Time to farewell the floppy and say thanks for the flash memory
It is safe now to throw out all your floppy disks and bid farewell to the venerable floppy disk drive.
The 3.5-inch disk drive has been surprisingly hard to kill. Originally, one diskette could contain only 1.44 megabytes of data, and when Iomega introduced the 100MB Zip drive, it did nearly kill the floppy. Zip drives became so popular they were integrated in personal computers from Dell and NEC.
Then, Panasonic introduced the super floppy with a capacity of 120MB that gave the technology a second lease of life.
But both the Zip and the super floppy cannot cope with the kind of data capacities we deal with daily - from e-mail to PowerPoint presentations to huge PDF and Jpeg files. That is why Apple took the first step and did not build a floppy disk drive in its iMac.
Like many people I know, I have survived the past four years without a floppy drive. With a broadband Internet connection, I can forward all the files I need to work on to an online destination such as Yahoo! briefcase. To back up my hard drive, there are a multitude of options from Iomega one-gigabyte Jaz drives to external hard disk drives that go up to 50GB.
Most people, however, might still need or prefer a high-capacity removable storage option. A CD-RW drive is still a good option even though combo drives that record on CDs as well as DVDs are slowly becoming a standard in top-end PCs. Hewlett-Packard (HP) two weeks ago in Hong Kong launched internal and external DVD+RW, DVD+R and CD-RW combo drives. You can connect the drive to your PC via USB or IEEE 1394. The internal drive costs HK$3,999 and the external HK$4,999.
Now, we all know that the DVD recording standards battle is making everyone a little confused about the differences and whether they should wait for a while longer or bite the bullet. I say bite the bullet.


- **EXERCISE**: Where does the string "series" occur in the entries below? Copy every line where it does.

- **INFORMATION PROVIDED**:
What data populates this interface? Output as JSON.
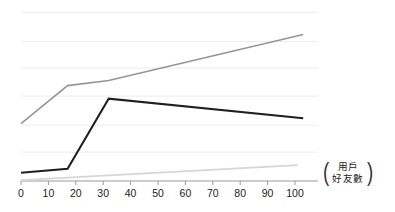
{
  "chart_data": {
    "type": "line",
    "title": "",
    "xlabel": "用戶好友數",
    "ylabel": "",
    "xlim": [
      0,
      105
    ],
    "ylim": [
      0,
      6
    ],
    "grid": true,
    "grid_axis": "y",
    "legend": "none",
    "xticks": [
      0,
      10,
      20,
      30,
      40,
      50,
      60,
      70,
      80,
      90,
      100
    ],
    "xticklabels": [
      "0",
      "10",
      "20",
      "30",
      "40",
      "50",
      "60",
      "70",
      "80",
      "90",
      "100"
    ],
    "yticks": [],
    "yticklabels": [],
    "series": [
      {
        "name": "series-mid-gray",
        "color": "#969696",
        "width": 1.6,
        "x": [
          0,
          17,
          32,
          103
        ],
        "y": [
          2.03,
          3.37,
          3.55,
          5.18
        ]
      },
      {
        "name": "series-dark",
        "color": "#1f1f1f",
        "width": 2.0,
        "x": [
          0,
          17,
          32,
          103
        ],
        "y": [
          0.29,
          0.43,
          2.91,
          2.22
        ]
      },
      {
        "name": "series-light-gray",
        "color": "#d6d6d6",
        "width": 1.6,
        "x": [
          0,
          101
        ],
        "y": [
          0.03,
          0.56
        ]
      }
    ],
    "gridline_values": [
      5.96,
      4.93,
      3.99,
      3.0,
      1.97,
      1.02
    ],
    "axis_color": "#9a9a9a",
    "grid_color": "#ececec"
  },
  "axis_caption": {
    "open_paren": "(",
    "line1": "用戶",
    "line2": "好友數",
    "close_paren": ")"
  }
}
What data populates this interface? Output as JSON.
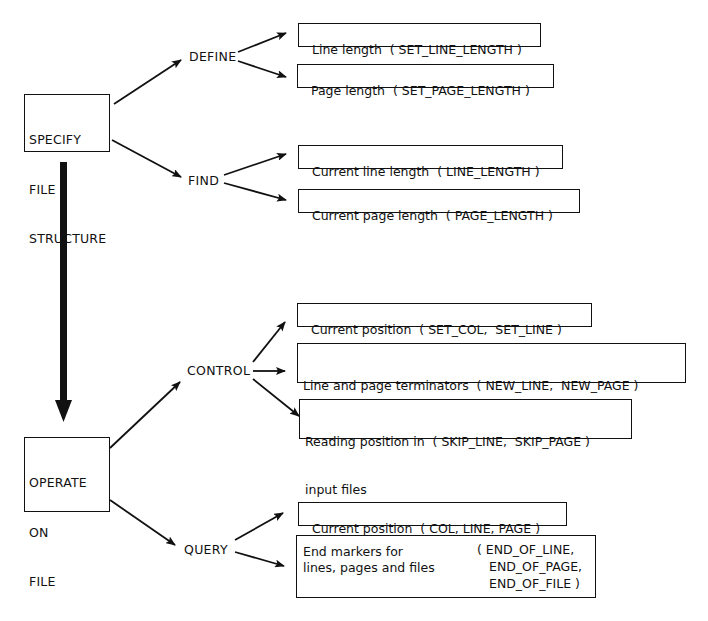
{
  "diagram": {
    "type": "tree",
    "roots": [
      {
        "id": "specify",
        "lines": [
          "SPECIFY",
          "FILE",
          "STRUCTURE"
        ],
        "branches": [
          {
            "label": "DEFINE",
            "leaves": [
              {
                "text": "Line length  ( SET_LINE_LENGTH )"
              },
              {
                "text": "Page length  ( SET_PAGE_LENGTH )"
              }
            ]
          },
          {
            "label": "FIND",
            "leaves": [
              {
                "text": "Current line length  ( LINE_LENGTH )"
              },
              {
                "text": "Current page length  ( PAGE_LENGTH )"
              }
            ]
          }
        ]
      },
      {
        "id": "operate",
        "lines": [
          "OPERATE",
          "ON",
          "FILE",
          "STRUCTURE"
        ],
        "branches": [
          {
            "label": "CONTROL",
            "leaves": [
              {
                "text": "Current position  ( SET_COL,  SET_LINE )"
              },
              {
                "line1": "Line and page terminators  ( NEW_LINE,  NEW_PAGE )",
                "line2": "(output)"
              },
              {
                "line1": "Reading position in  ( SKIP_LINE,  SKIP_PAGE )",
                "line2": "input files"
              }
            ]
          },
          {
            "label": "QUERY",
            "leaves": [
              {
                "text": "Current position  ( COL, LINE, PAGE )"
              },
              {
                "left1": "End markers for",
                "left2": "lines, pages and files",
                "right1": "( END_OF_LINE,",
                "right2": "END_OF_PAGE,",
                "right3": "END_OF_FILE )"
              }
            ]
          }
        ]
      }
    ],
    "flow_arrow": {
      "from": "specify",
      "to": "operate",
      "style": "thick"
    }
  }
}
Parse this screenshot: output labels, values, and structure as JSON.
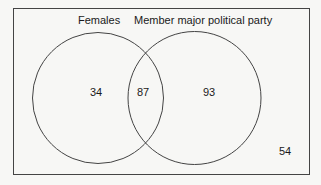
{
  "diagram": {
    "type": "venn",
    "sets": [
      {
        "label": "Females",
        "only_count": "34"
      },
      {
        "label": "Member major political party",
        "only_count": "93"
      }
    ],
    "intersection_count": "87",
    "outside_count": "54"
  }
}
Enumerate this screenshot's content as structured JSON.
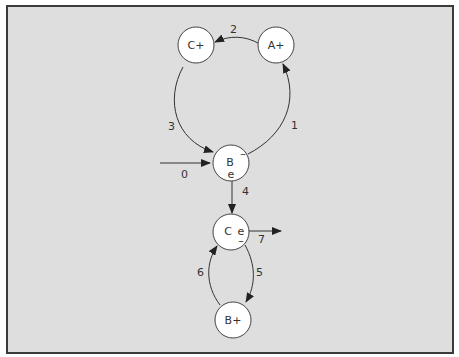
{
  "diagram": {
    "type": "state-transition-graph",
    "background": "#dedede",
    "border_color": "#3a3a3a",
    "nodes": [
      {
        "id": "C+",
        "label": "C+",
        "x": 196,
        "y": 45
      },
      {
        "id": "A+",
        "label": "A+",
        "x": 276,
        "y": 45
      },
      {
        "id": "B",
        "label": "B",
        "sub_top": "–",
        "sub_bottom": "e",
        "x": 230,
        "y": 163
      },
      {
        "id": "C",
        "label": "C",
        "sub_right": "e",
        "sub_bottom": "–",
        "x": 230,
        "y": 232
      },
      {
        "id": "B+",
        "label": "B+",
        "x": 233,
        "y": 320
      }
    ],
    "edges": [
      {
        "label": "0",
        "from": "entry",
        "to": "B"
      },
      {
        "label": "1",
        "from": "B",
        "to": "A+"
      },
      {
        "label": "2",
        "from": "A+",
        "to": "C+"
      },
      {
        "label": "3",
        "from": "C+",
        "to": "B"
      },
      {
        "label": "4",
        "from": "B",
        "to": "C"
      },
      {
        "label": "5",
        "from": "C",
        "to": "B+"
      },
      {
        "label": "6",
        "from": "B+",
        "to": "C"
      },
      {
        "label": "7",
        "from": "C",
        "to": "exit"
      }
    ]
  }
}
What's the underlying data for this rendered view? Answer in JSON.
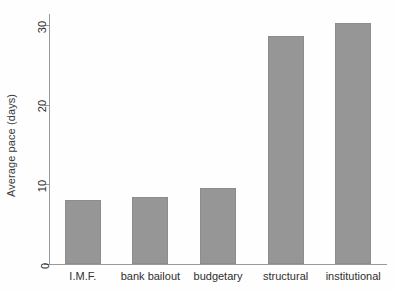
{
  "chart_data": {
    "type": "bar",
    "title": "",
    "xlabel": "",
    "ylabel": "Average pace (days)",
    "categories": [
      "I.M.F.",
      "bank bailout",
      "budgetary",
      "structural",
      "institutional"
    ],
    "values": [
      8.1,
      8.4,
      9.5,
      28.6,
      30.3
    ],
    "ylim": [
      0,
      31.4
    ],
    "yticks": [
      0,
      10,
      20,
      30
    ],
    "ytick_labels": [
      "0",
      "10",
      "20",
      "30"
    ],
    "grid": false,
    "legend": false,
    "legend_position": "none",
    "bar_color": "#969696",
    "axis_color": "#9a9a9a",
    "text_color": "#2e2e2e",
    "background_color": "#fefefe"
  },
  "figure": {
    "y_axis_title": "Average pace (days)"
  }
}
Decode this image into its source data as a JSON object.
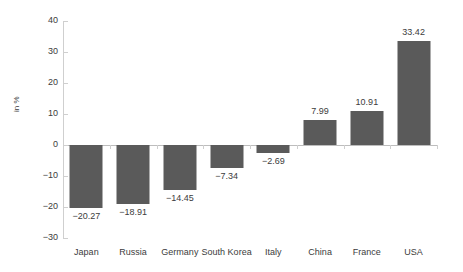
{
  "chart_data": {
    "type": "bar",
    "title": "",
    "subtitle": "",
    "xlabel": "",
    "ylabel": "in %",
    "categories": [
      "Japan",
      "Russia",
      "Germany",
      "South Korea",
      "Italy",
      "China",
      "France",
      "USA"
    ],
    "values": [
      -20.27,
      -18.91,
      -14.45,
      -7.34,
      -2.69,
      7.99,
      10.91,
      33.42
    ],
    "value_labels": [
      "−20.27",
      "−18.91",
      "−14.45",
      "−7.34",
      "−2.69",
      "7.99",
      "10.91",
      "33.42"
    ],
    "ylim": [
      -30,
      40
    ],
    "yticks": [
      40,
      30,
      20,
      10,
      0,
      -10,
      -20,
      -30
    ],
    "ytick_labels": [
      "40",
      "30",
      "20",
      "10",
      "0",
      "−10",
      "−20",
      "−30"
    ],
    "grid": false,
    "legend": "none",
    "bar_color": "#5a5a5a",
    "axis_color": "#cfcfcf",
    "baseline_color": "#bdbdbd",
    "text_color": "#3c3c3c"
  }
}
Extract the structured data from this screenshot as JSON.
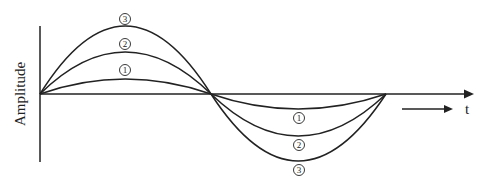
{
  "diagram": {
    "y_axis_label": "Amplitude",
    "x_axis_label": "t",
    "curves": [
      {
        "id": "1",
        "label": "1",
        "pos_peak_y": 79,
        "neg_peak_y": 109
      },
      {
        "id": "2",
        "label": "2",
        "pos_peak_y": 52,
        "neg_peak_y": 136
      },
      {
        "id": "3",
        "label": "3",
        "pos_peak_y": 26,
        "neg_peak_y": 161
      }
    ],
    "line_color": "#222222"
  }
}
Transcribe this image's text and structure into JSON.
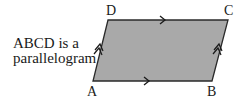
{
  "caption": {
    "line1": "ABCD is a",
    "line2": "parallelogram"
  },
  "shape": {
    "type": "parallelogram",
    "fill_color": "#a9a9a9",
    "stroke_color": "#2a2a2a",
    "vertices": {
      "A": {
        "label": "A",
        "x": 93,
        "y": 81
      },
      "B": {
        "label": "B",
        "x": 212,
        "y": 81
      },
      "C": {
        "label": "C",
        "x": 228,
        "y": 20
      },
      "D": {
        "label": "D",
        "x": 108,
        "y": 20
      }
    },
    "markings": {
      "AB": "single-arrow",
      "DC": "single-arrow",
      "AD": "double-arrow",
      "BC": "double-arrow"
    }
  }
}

- **RESPONSE AREA**:
    "series": [
        "name": "series-mid-gray",
        "name": "series-dark",
        "name": "series-light-gray",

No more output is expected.